Tuesday, October 15, 2002

BWA-hahahahahaha! I had been contemptuously dismissive of Apple's "Switch" campaign, mostly because of the universally dweebish character of the "professional" users they trot out as spokesvermin (as opposed to Tony Hawk and Kelly Slater, who have day-jobs not involving computer crap). It must have been effective, however, because Microsoft came up with their own "Switch" campaign showing how "easy" (read: painful) it is to switch to Winders from a Macintosh. The problem? The whole thing was a lie.

Way back when MS was in court trying to claim, with straight faces, that they weren't monopolists but were philanthropists of the first order, they claimed that the people were on their side. To demonstrate, they pointed to a "grass roots" effort to petition the court to stop picking on Microsoft. Unfortunately for MS, the artificial nature of the campaign was winkled out in an amazingly short time, and the online world crafted a new name for that kind of underhandesness: "astroturf". (Get it? Artificial grass? Hee hee!)

Right on schedule, MS demonstrates that they continue to think their job is to LIE TO THEIR F*CKING CUSTOMERS!!!! Is there anybody who still believes that Microsoft is out to do anything, and I mean anything whatsoever, besides increase their market share and/or earnings? Other corporations have to limit their predations upon their customer base because the customers could go somewhere else. If IBM lies to you about WebSphere, BEA will cheerfully sell you a Weblogic license. If Oracle lies to you about their security-hardened database, well then IBM will sell you a DB2 license. Microsoft doesn't seem to have that limit; if Microsoft lies to you about a security vulnerability (cross-site scripting, VBA, HTML mail in Outlook, etc etc ad nauseam), then you can, um, piss up a rope.

I can only hope that a security breach so extreme happens somewhere that insurance firms will either raise the premiums for, or stop insuring entirely, companies which use Microsoft products as their infrastructure. I don't see any other path down which the U.S. would cease their reliance on Microsoft products, damn it all.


**WHAT TO PRODUCE:** Because the pictures are not wanted, give back only the exact text of every entry below.

**INPUT MATERIAL:**
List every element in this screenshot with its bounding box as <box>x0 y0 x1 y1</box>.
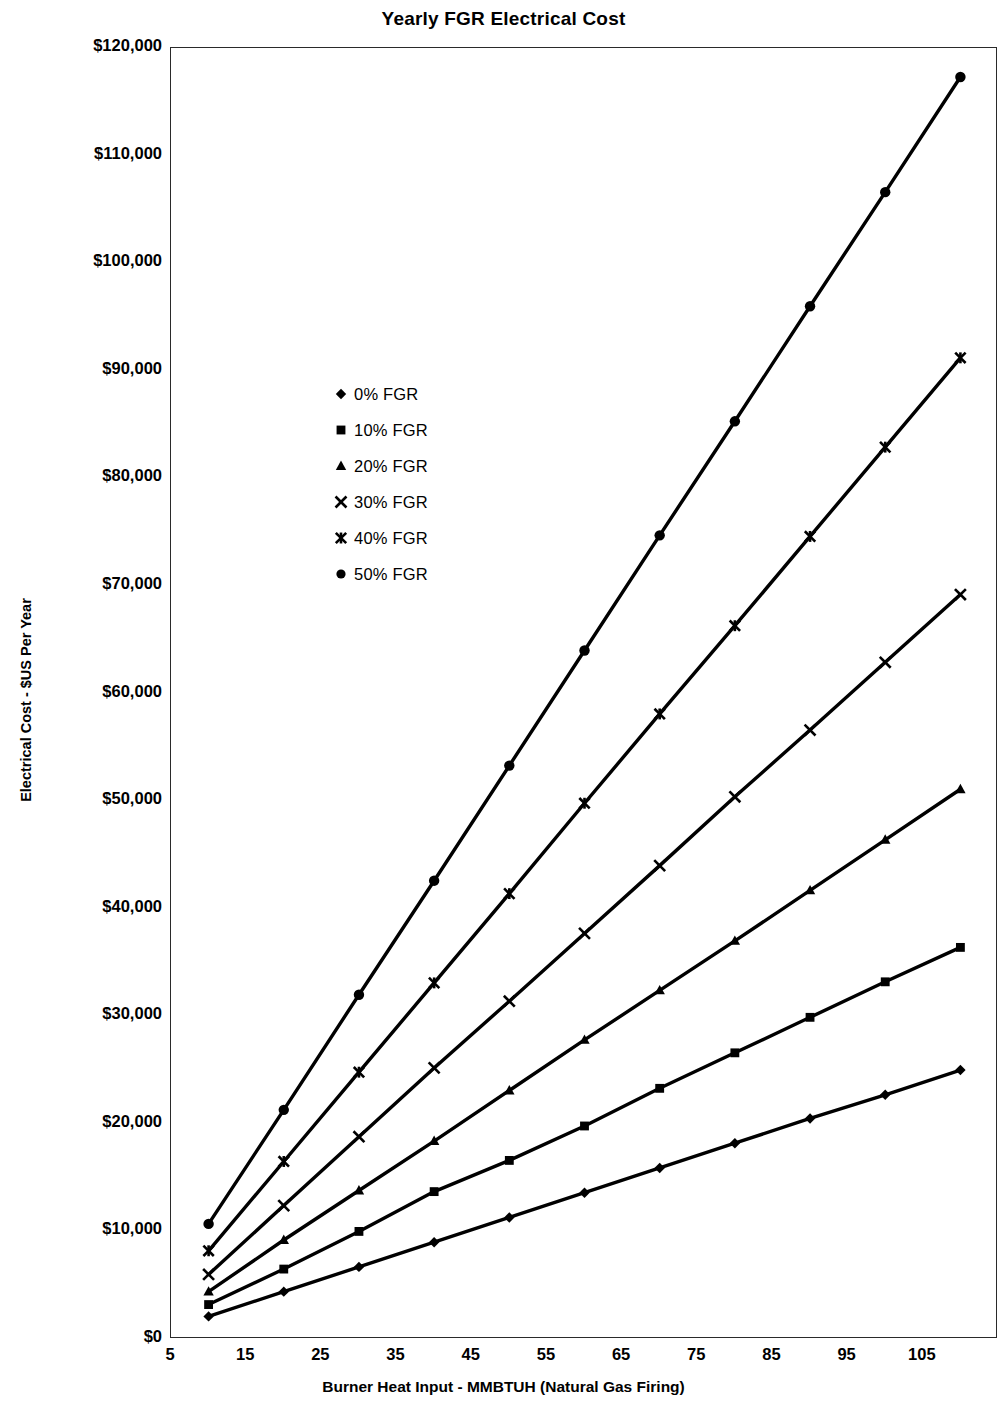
series-50--fgr <box>203 72 965 1229</box>
data-point-circle <box>279 1105 289 1115</box>
data-point-star <box>429 977 439 988</box>
data-point-diamond <box>805 1113 815 1123</box>
x-axis-tick-label: 15 <box>215 1345 275 1364</box>
y-axis-tick-label: $110,000 <box>42 144 162 163</box>
data-point-cross <box>654 860 665 871</box>
data-point-circle <box>955 72 965 82</box>
legend-item: 50% FGR <box>330 556 530 592</box>
legend-item-label: 50% FGR <box>354 565 428 584</box>
data-point-square <box>355 1227 364 1236</box>
data-point-diamond <box>579 1187 589 1197</box>
data-point-star <box>203 1245 213 1256</box>
legend-marker-diamond-icon <box>330 383 352 405</box>
data-point-square <box>580 1122 589 1131</box>
y-axis-tick-label: $60,000 <box>42 682 162 701</box>
data-point-circle <box>730 416 740 426</box>
y-axis-tick-label: $90,000 <box>42 359 162 378</box>
plot-series-svg <box>171 48 998 1339</box>
x-axis-tick-label: 35 <box>366 1345 426 1364</box>
data-point-cross <box>203 1269 214 1280</box>
data-point-star <box>504 888 514 899</box>
data-point-square <box>655 1084 664 1093</box>
y-axis-tick-label: $100,000 <box>42 251 162 270</box>
legend-item-label: 0% FGR <box>354 385 418 404</box>
x-axis-tick-label: 95 <box>817 1345 877 1364</box>
y-axis-tick-label: $10,000 <box>42 1219 162 1238</box>
data-point-diamond <box>654 1163 664 1173</box>
legend-item-label: 30% FGR <box>354 493 428 512</box>
data-point-cross <box>729 791 740 802</box>
series-20--fgr <box>203 784 965 1296</box>
data-point-circle <box>805 301 815 311</box>
data-point-cross <box>504 996 515 1007</box>
data-point-square <box>279 1265 288 1274</box>
y-axis-tick-label: $70,000 <box>42 574 162 593</box>
data-point-cross <box>336 497 347 508</box>
data-point-circle <box>336 569 345 578</box>
data-point-diamond <box>730 1138 740 1148</box>
x-axis-tick-label: 45 <box>441 1345 501 1364</box>
data-point-square <box>806 1013 815 1022</box>
data-point-star <box>654 708 664 719</box>
series-40--fgr <box>203 352 965 1256</box>
data-point-star <box>805 531 815 542</box>
data-point-circle <box>504 760 514 770</box>
legend-item: 10% FGR <box>330 412 530 448</box>
legend-item-label: 40% FGR <box>354 529 428 548</box>
data-point-square <box>204 1300 213 1309</box>
data-point-star <box>730 620 740 631</box>
x-axis-tick-label: 55 <box>516 1345 576 1364</box>
chart-legend: 0% FGR10% FGR20% FGR30% FGR40% FGR50% FG… <box>330 376 530 592</box>
data-point-cross <box>353 1131 364 1142</box>
x-axis-tick-label: 5 <box>140 1345 200 1364</box>
legend-marker-triangle-icon <box>330 455 352 477</box>
data-point-cross <box>579 928 590 939</box>
y-axis-tick-label: $50,000 <box>42 789 162 808</box>
data-point-star <box>880 442 890 453</box>
data-point-circle <box>429 875 439 885</box>
x-axis-tick-label: 75 <box>666 1345 726 1364</box>
legend-item-label: 10% FGR <box>354 421 428 440</box>
data-point-diamond <box>955 1065 965 1075</box>
y-axis-tick-label: $20,000 <box>42 1112 162 1131</box>
data-point-diamond <box>354 1262 364 1272</box>
data-point-square <box>505 1156 514 1165</box>
chart-title: Yearly FGR Electrical Cost <box>0 8 1007 30</box>
x-axis-tick-label: 85 <box>741 1345 801 1364</box>
legend-item: 20% FGR <box>330 448 530 484</box>
data-point-diamond <box>203 1311 213 1321</box>
legend-item: 30% FGR <box>330 484 530 520</box>
data-point-cross <box>805 725 816 736</box>
data-point-circle <box>654 530 664 540</box>
series-30--fgr <box>203 589 966 1280</box>
x-axis-tick-label: 65 <box>591 1345 651 1364</box>
legend-marker-circle-icon <box>330 563 352 585</box>
data-point-square <box>730 1048 739 1057</box>
legend-item-label: 20% FGR <box>354 457 428 476</box>
data-point-cross <box>278 1200 289 1211</box>
legend-marker-star-icon <box>330 527 352 549</box>
x-axis-tick-label: 25 <box>290 1345 350 1364</box>
data-point-cross <box>880 657 891 668</box>
data-point-square <box>956 943 965 952</box>
data-point-circle <box>880 187 890 197</box>
data-point-square <box>881 977 890 986</box>
plot-area <box>170 47 997 1338</box>
data-point-circle <box>579 645 589 655</box>
data-point-star <box>579 798 589 809</box>
y-axis-tick-label: $40,000 <box>42 897 162 916</box>
y-axis-tick-label: $80,000 <box>42 466 162 485</box>
y-axis-title: Electrical Cost - $US Per Year <box>18 540 34 860</box>
data-point-square <box>430 1187 439 1196</box>
x-axis-tick-label: 105 <box>892 1345 952 1364</box>
legend-marker-square-icon <box>330 419 352 441</box>
data-point-diamond <box>336 389 346 399</box>
data-point-star <box>955 352 965 363</box>
data-point-diamond <box>504 1212 514 1222</box>
data-point-star <box>354 1067 364 1078</box>
y-axis-tick-label: $120,000 <box>42 36 162 55</box>
data-point-cross <box>429 1062 440 1073</box>
data-point-star <box>279 1156 289 1167</box>
series-10--fgr <box>204 943 965 1309</box>
data-point-diamond <box>279 1286 289 1296</box>
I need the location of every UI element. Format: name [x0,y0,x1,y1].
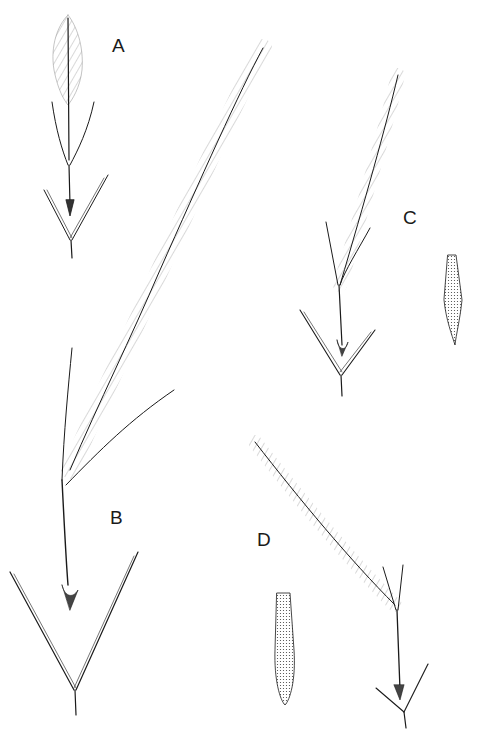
botanical-plate: A B C D [0,0,482,738]
figure-c-drawing [300,75,462,396]
figure-b-drawing [10,48,263,715]
figure-d-drawing [255,442,428,728]
plate-drawing [0,0,482,738]
figure-a-drawing [44,15,108,258]
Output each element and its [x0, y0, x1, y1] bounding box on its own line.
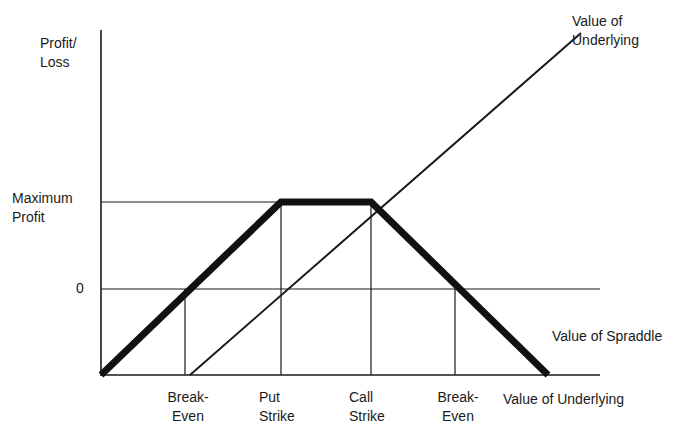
call-strike-line2: Strike: [349, 407, 385, 426]
put-strike-label: Put Strike: [259, 388, 295, 426]
break-even-right-line1: Break-: [428, 388, 488, 407]
break-even-left-line1: Break-: [158, 388, 218, 407]
put-strike-line2: Strike: [259, 407, 295, 426]
underlying-series-label-line1: Value of: [572, 12, 639, 31]
call-strike-label: Call Strike: [349, 388, 385, 426]
zero-label: 0: [76, 279, 84, 298]
break-even-right-label: Break- Even: [428, 388, 488, 426]
call-strike-line1: Call: [349, 388, 385, 407]
underlying-value-line: [190, 33, 581, 375]
max-profit-label-line1: Maximum: [12, 189, 73, 208]
underlying-series-label: Value of Underlying: [572, 12, 639, 50]
break-even-left-label: Break- Even: [158, 388, 218, 426]
y-axis-label-line1: Profit/: [40, 34, 77, 53]
spraddle-series-label: Value of Spraddle: [552, 327, 662, 346]
underlying-series-label-line2: Underlying: [572, 31, 639, 50]
break-even-left-line2: Even: [158, 407, 218, 426]
y-axis-label: Profit/ Loss: [40, 34, 77, 72]
x-axis-label: Value of Underlying: [503, 390, 624, 409]
y-axis-label-line2: Loss: [40, 53, 77, 72]
put-strike-line1: Put: [259, 388, 295, 407]
spraddle-diagram: [0, 0, 684, 439]
break-even-right-line2: Even: [428, 407, 488, 426]
max-profit-label: Maximum Profit: [12, 189, 73, 227]
max-profit-label-line2: Profit: [12, 208, 73, 227]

**COMPLETED TASK:**
List every element in this screenshot with its bounding box as <box>x0 y0 x1 y1</box>.
series-50--fgr <box>203 72 965 1229</box>
data-point-circle <box>279 1105 289 1115</box>
data-point-star <box>429 977 439 988</box>
data-point-diamond <box>805 1113 815 1123</box>
x-axis-tick-label: 15 <box>215 1345 275 1364</box>
y-axis-tick-label: $110,000 <box>42 144 162 163</box>
data-point-cross <box>654 860 665 871</box>
data-point-circle <box>955 72 965 82</box>
legend-item: 50% FGR <box>330 556 530 592</box>
legend-item-label: 50% FGR <box>354 565 428 584</box>
data-point-square <box>355 1227 364 1236</box>
data-point-diamond <box>579 1187 589 1197</box>
data-point-star <box>203 1245 213 1256</box>
legend-marker-diamond-icon <box>330 383 352 405</box>
data-point-square <box>580 1122 589 1131</box>
y-axis-tick-label: $60,000 <box>42 682 162 701</box>
data-point-circle <box>730 416 740 426</box>
y-axis-tick-label: $90,000 <box>42 359 162 378</box>
plot-series-svg <box>171 48 998 1339</box>
x-axis-tick-label: 35 <box>366 1345 426 1364</box>
data-point-cross <box>203 1269 214 1280</box>
data-point-star <box>504 888 514 899</box>
data-point-square <box>655 1084 664 1093</box>
y-axis-tick-label: $100,000 <box>42 251 162 270</box>
legend-item-label: 0% FGR <box>354 385 418 404</box>
x-axis-tick-label: 95 <box>817 1345 877 1364</box>
y-axis-tick-label: $10,000 <box>42 1219 162 1238</box>
data-point-diamond <box>654 1163 664 1173</box>
legend-item-label: 30% FGR <box>354 493 428 512</box>
data-point-cross <box>729 791 740 802</box>
series-20--fgr <box>203 784 965 1296</box>
data-point-circle <box>805 301 815 311</box>
data-point-cross <box>504 996 515 1007</box>
data-point-square <box>279 1265 288 1274</box>
y-axis-tick-label: $70,000 <box>42 574 162 593</box>
data-point-cross <box>336 497 347 508</box>
data-point-circle <box>336 569 345 578</box>
data-point-diamond <box>730 1138 740 1148</box>
x-axis-tick-label: 45 <box>441 1345 501 1364</box>
data-point-square <box>806 1013 815 1022</box>
data-point-star <box>654 708 664 719</box>
series-40--fgr <box>203 352 965 1256</box>
data-point-star <box>805 531 815 542</box>
data-point-circle <box>504 760 514 770</box>
legend-item: 10% FGR <box>330 412 530 448</box>
legend-item-label: 40% FGR <box>354 529 428 548</box>
data-point-square <box>204 1300 213 1309</box>
data-point-star <box>730 620 740 631</box>
x-axis-tick-label: 55 <box>516 1345 576 1364</box>
chart-legend: 0% FGR10% FGR20% FGR30% FGR40% FGR50% FG… <box>330 376 530 592</box>
data-point-cross <box>353 1131 364 1142</box>
x-axis-tick-label: 5 <box>140 1345 200 1364</box>
legend-marker-triangle-icon <box>330 455 352 477</box>
data-point-cross <box>579 928 590 939</box>
y-axis-tick-label: $50,000 <box>42 789 162 808</box>
data-point-star <box>880 442 890 453</box>
data-point-circle <box>429 875 439 885</box>
x-axis-tick-label: 75 <box>666 1345 726 1364</box>
legend-item-label: 10% FGR <box>354 421 428 440</box>
data-point-diamond <box>955 1065 965 1075</box>
y-axis-tick-label: $20,000 <box>42 1112 162 1131</box>
data-point-diamond <box>354 1262 364 1272</box>
data-point-square <box>505 1156 514 1165</box>
chart-title: Yearly FGR Electrical Cost <box>0 8 1007 30</box>
x-axis-tick-label: 85 <box>741 1345 801 1364</box>
legend-item: 20% FGR <box>330 448 530 484</box>
data-point-diamond <box>203 1311 213 1321</box>
legend-item: 30% FGR <box>330 484 530 520</box>
data-point-cross <box>805 725 816 736</box>
data-point-circle <box>654 530 664 540</box>
series-30--fgr <box>203 589 966 1280</box>
x-axis-tick-label: 65 <box>591 1345 651 1364</box>
legend-marker-circle-icon <box>330 563 352 585</box>
data-point-square <box>730 1048 739 1057</box>
legend-item-label: 20% FGR <box>354 457 428 476</box>
data-point-cross <box>278 1200 289 1211</box>
legend-marker-star-icon <box>330 527 352 549</box>
x-axis-tick-label: 25 <box>290 1345 350 1364</box>
data-point-cross <box>880 657 891 668</box>
data-point-square <box>956 943 965 952</box>
data-point-circle <box>880 187 890 197</box>
data-point-square <box>881 977 890 986</box>
plot-area <box>170 47 997 1338</box>
data-point-circle <box>579 645 589 655</box>
data-point-star <box>579 798 589 809</box>
y-axis-tick-label: $40,000 <box>42 897 162 916</box>
y-axis-tick-label: $80,000 <box>42 466 162 485</box>
y-axis-title: Electrical Cost - $US Per Year <box>18 540 34 860</box>
data-point-square <box>430 1187 439 1196</box>
x-axis-tick-label: 105 <box>892 1345 952 1364</box>
legend-marker-square-icon <box>330 419 352 441</box>
data-point-diamond <box>336 389 346 399</box>
data-point-star <box>955 352 965 363</box>
data-point-diamond <box>504 1212 514 1222</box>
data-point-star <box>354 1067 364 1078</box>
y-axis-tick-label: $120,000 <box>42 36 162 55</box>
data-point-cross <box>429 1062 440 1073</box>
data-point-star <box>279 1156 289 1167</box>
series-10--fgr <box>204 943 965 1309</box>
data-point-diamond <box>279 1286 289 1296</box>
I need the location of every UI element. Format: name [x0,y0,x1,y1].
botanical-plate: A B C D [0,0,482,738]
figure-c-drawing [300,75,462,396]
figure-b-drawing [10,48,263,715]
figure-d-drawing [255,442,428,728]
plate-drawing [0,0,482,738]
figure-a-drawing [44,15,108,258]
Output each element and its [x0, y0, x1, y1] bounding box on its own line.
call-strike-line2: Strike: [349, 407, 385, 426]
put-strike-label: Put Strike: [259, 388, 295, 426]
break-even-right-line1: Break-: [428, 388, 488, 407]
break-even-left-line1: Break-: [158, 388, 218, 407]
put-strike-line2: Strike: [259, 407, 295, 426]
underlying-series-label-line1: Value of: [572, 12, 639, 31]
call-strike-label: Call Strike: [349, 388, 385, 426]
zero-label: 0: [76, 279, 84, 298]
break-even-right-label: Break- Even: [428, 388, 488, 426]
call-strike-line1: Call: [349, 388, 385, 407]
underlying-value-line: [190, 33, 581, 375]
max-profit-label-line1: Maximum: [12, 189, 73, 208]
underlying-series-label: Value of Underlying: [572, 12, 639, 50]
break-even-left-label: Break- Even: [158, 388, 218, 426]
y-axis-label-line1: Profit/: [40, 34, 77, 53]
spraddle-series-label: Value of Spraddle: [552, 327, 662, 346]
underlying-series-label-line2: Underlying: [572, 31, 639, 50]
break-even-left-line2: Even: [158, 407, 218, 426]
y-axis-label: Profit/ Loss: [40, 34, 77, 72]
x-axis-label: Value of Underlying: [503, 390, 624, 409]
y-axis-label-line2: Loss: [40, 53, 77, 72]
put-strike-line1: Put: [259, 388, 295, 407]
spraddle-diagram: [0, 0, 684, 439]
break-even-right-line2: Even: [428, 407, 488, 426]
max-profit-label: Maximum Profit: [12, 189, 73, 227]
max-profit-label-line2: Profit: [12, 208, 73, 227]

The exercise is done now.